What you copy should be the lines from the one with "has height=560, width=955." through the end of the entries, word for word. Omit the pictures.

- [Task material]
● ● ● ● ●

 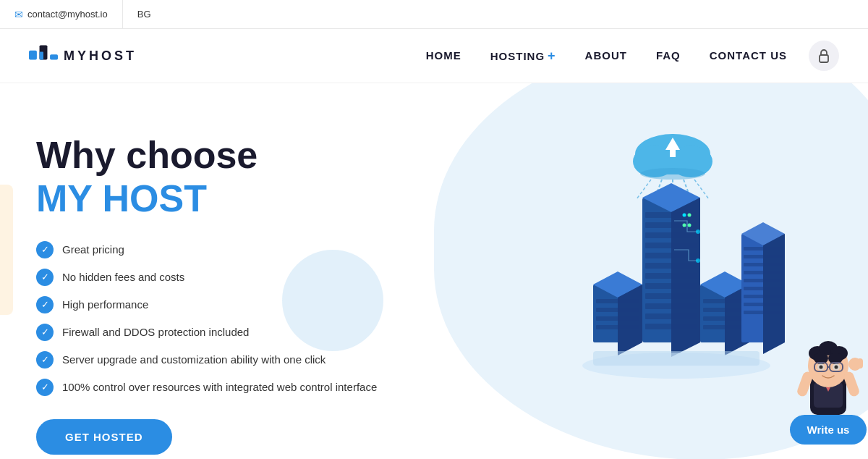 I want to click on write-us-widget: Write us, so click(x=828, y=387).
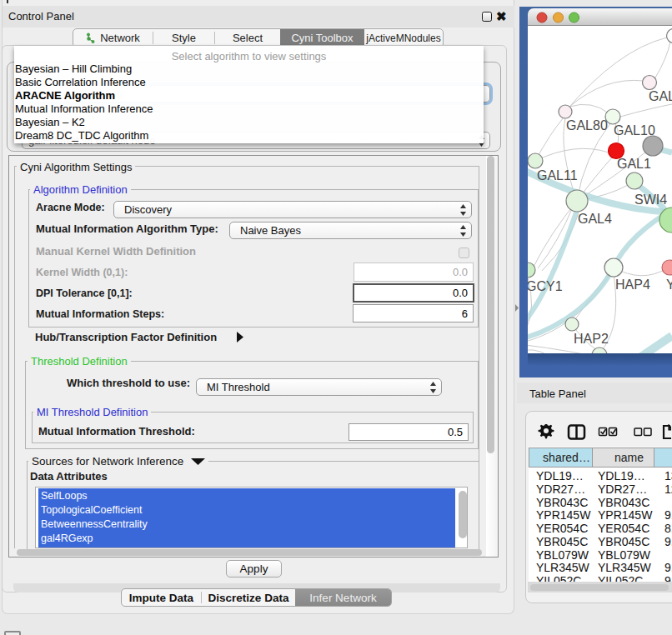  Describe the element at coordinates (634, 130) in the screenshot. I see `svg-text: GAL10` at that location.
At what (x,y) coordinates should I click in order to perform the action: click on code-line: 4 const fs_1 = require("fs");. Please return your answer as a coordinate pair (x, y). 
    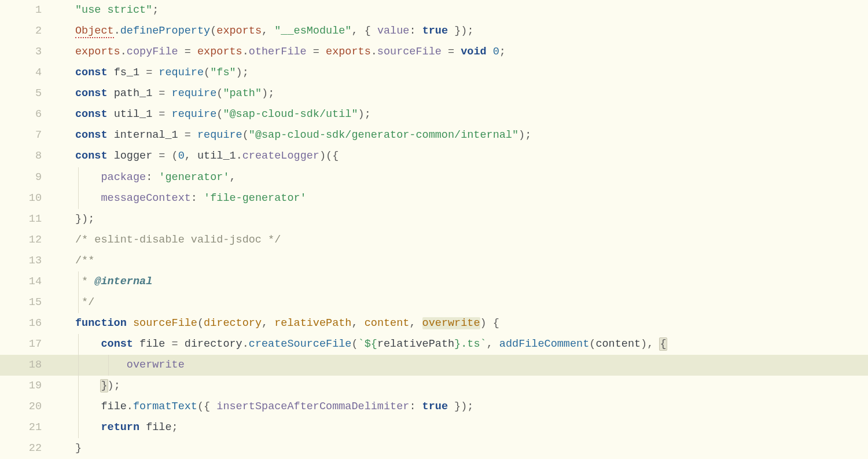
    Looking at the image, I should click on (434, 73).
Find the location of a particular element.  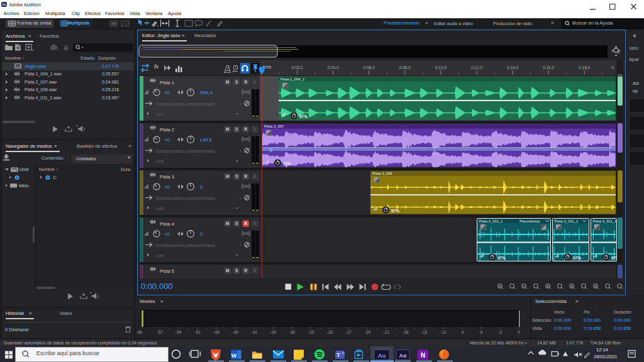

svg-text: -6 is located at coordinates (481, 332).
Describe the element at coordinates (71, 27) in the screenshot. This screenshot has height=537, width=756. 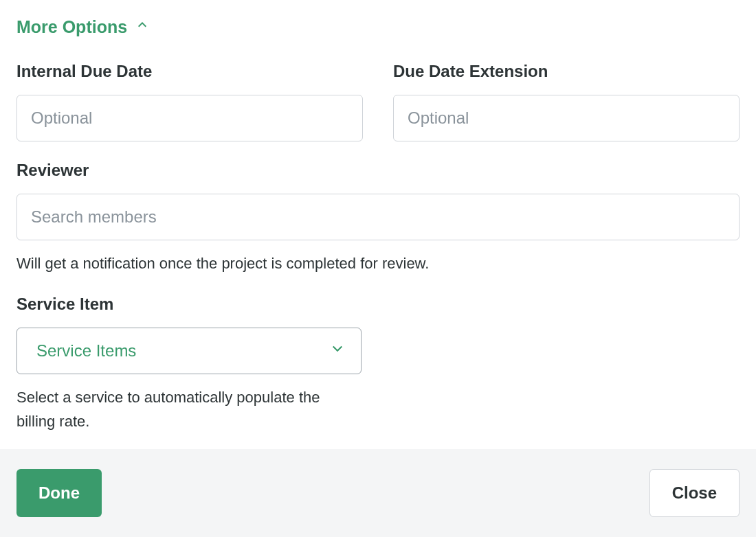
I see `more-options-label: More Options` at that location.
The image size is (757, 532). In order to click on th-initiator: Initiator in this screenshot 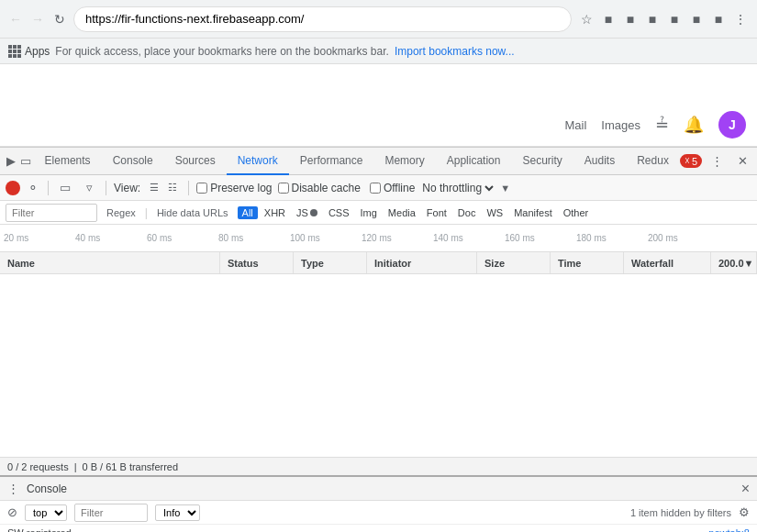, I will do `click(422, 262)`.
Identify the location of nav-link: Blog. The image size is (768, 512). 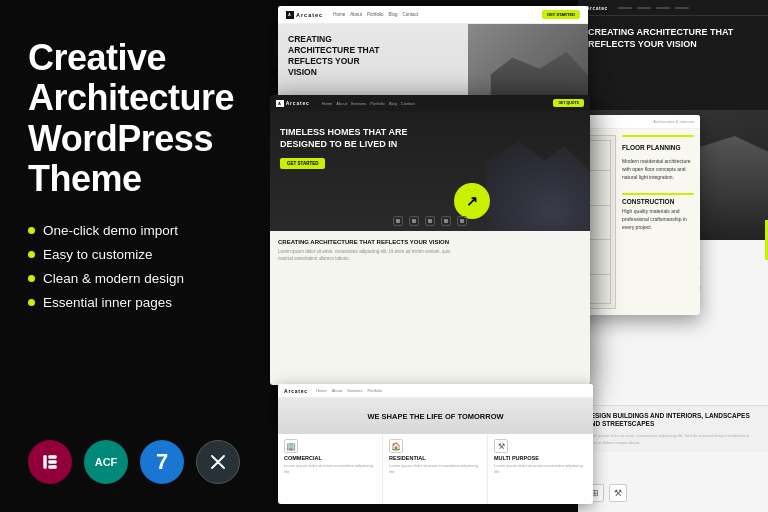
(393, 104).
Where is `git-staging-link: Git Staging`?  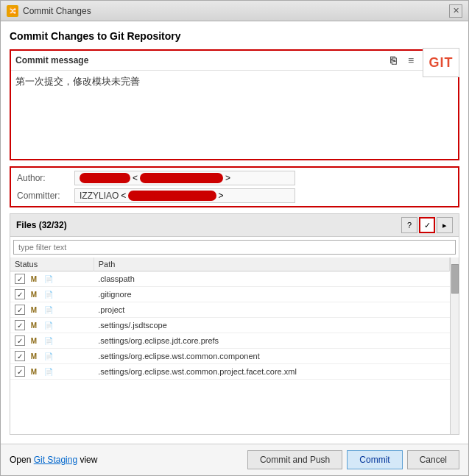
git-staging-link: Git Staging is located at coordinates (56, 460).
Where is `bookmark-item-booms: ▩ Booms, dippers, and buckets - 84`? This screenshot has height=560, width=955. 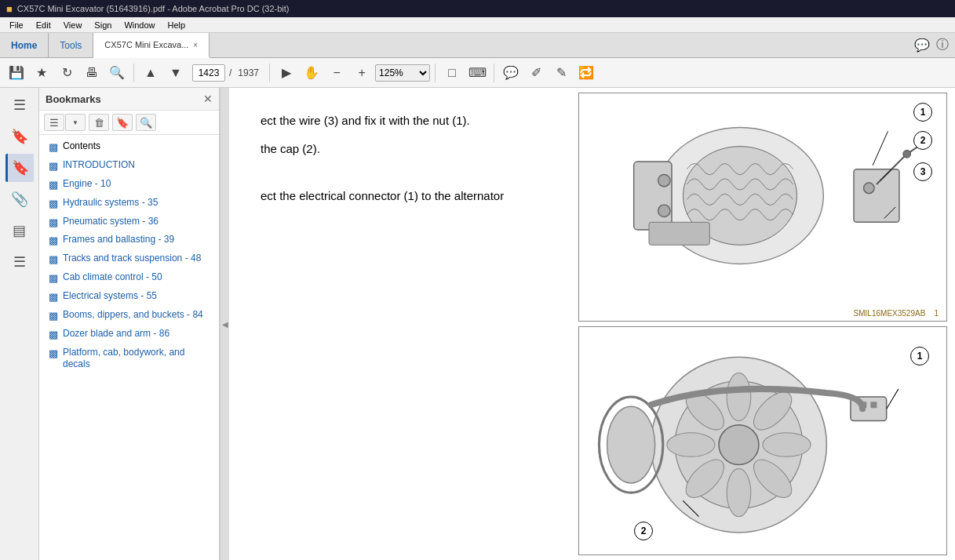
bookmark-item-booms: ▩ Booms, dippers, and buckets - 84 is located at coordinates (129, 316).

● ● ● ● ●

- [Response area]
Where is `bookmark-item-booms: ▩ Booms, dippers, and buckets - 84`? This screenshot has height=560, width=955. 
bookmark-item-booms: ▩ Booms, dippers, and buckets - 84 is located at coordinates (129, 316).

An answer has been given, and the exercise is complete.